= What to work on =
Would you copy out only the lines from the one with "pyautogui.click(x=<x>, y=<y>)" to the end of the records, exactly as they stand?

= Collected data =

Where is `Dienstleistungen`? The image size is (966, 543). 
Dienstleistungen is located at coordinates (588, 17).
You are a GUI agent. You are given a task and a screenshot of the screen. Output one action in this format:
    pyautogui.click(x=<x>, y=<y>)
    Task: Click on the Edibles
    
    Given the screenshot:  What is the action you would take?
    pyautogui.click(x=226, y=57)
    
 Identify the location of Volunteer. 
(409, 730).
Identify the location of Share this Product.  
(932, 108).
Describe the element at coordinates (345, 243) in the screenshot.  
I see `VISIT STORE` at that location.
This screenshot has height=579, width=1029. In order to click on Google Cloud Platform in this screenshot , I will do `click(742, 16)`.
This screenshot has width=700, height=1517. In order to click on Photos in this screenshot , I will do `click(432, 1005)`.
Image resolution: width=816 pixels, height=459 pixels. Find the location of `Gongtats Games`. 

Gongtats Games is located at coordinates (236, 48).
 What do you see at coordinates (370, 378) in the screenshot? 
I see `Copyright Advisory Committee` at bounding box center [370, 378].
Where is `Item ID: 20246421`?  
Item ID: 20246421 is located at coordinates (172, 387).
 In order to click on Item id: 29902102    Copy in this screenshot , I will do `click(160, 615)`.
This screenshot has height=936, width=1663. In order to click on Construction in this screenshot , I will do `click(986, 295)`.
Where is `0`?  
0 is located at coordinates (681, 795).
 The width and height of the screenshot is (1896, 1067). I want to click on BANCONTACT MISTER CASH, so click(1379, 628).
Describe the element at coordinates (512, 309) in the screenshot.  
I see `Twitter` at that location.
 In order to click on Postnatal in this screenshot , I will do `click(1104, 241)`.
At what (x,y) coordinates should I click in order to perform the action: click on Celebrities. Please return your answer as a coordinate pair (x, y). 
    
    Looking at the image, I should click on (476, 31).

= Solved problem =
    pyautogui.click(x=<x>, y=<y>)
    Task: Click on the Edibles
    
    Given the screenshot:  What is the action you would take?
    pyautogui.click(x=226, y=57)
    
 Identify the location of Volunteer. 
(409, 730).
Identify the location of Share this Product.  
(932, 108).
Describe the element at coordinates (345, 243) in the screenshot.  
I see `VISIT STORE` at that location.
This screenshot has height=579, width=1029. In order to click on Google Cloud Platform in this screenshot , I will do `click(742, 16)`.
This screenshot has width=700, height=1517. In order to click on Photos in this screenshot , I will do `click(432, 1005)`.
Image resolution: width=816 pixels, height=459 pixels. Find the location of `Gongtats Games`. 

Gongtats Games is located at coordinates (236, 48).
 What do you see at coordinates (370, 378) in the screenshot? 
I see `Copyright Advisory Committee` at bounding box center [370, 378].
Where is `Item ID: 20246421`?  
Item ID: 20246421 is located at coordinates (172, 387).
 In order to click on Item id: 29902102    Copy in this screenshot , I will do `click(160, 615)`.
This screenshot has height=936, width=1663. In order to click on Construction in this screenshot , I will do `click(986, 295)`.
Where is `0`?  
0 is located at coordinates (681, 795).
 The width and height of the screenshot is (1896, 1067). I want to click on BANCONTACT MISTER CASH, so click(1379, 628).
Describe the element at coordinates (512, 309) in the screenshot.  
I see `Twitter` at that location.
 In order to click on Postnatal in this screenshot , I will do `click(1104, 241)`.
At what (x,y) coordinates should I click in order to perform the action: click on Celebrities. Please return your answer as a coordinate pair (x, y). 
    
    Looking at the image, I should click on (476, 31).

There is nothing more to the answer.